Paper detail

Interference Between Molecular and Photon Field-Mediated Electron Transfer Coupling Pathways in Cavities

Cavity polaritonics is capturing the imagination of the chemistry community because of the novel opportunities it creates to direct chemistry. Electron transfer (ET) reactions are among the simplest reactions, and they also underpin bioenergetics. As such, new conceptual strategies to manipulate and direct electron flow at the nanoscale are of wide-ranging interest in biochemistry, energy science, bio-inspired materials science, and chemistry. We show that optical cavities can modulate electron transfer pathway interferences and ET rates in donor-bridge-acceptor (DBA) systems. We derive the rate for DBA electron transfer systems when they are coupled with cavity photon fields (which may be off- or on-resonance with a molecular electronic transition), emphasizing novel cavity-induced pathway interferences with the molecular electronic coupling pathways, as these interferences allow a new kind of ET rate tuning. We also examined the ET kinetics for both low and high cavity frequency regimes as the light-matter coupling strength is varied. The interference between the cavity-induced and intrinsic molecular coupling pathway interference is defined by the cavity properties, including the cavity frequency and the light-matter coupling interaction strength. Thus, manipulating the cavity-induced interferences with the chemical coupling pathways offers new strategies to direct charge flow at the nanoscale.

preprint2022arXivOpen access
0citations
0reviews
0saves
Nocode
Nodataset
0institutions

Next steps

Decide what to do with this paper

Use like or dislike for the fast social read.
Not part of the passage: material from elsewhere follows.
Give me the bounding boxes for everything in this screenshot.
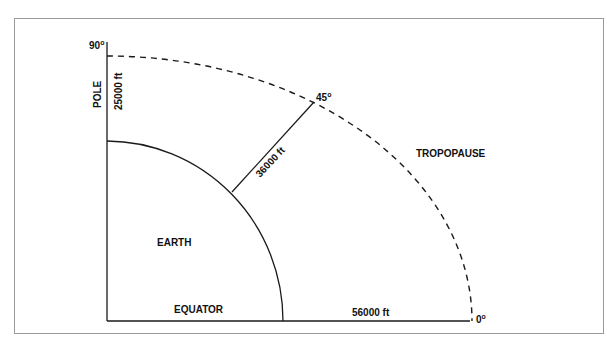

The more specific scholarly feedback stays available below when needed.

Log in to curate

Reading frame

Keep the important context close to the paper

Keep the important signals around this paper in one place: votes, save state, collection context, reviews and the metadata you need before deciding what to do next.

Institutions

Add specific reaction

Move through the context

Research map

Open full explorer

Move through nearby people, institutions, topics and adjacent work without leaving the paper page.

Building this graph slice

BZPEER is loading the nearby papers, people, topics and institutions for this page.

Structured reviews

0 review(s)

ContributeLeave structured feedbackUse the review template when you have a concrete strength, concern or method question.Open review form

No structured reviews yet. High-signal critique starts here.

Work discussion

0 comment(s)

DiscussAdd a high-signal commentKeep quick notes, caveats and replication pointers separate from formal reviews.Open comment form

No discussion yet. The first strong comment sets the tone.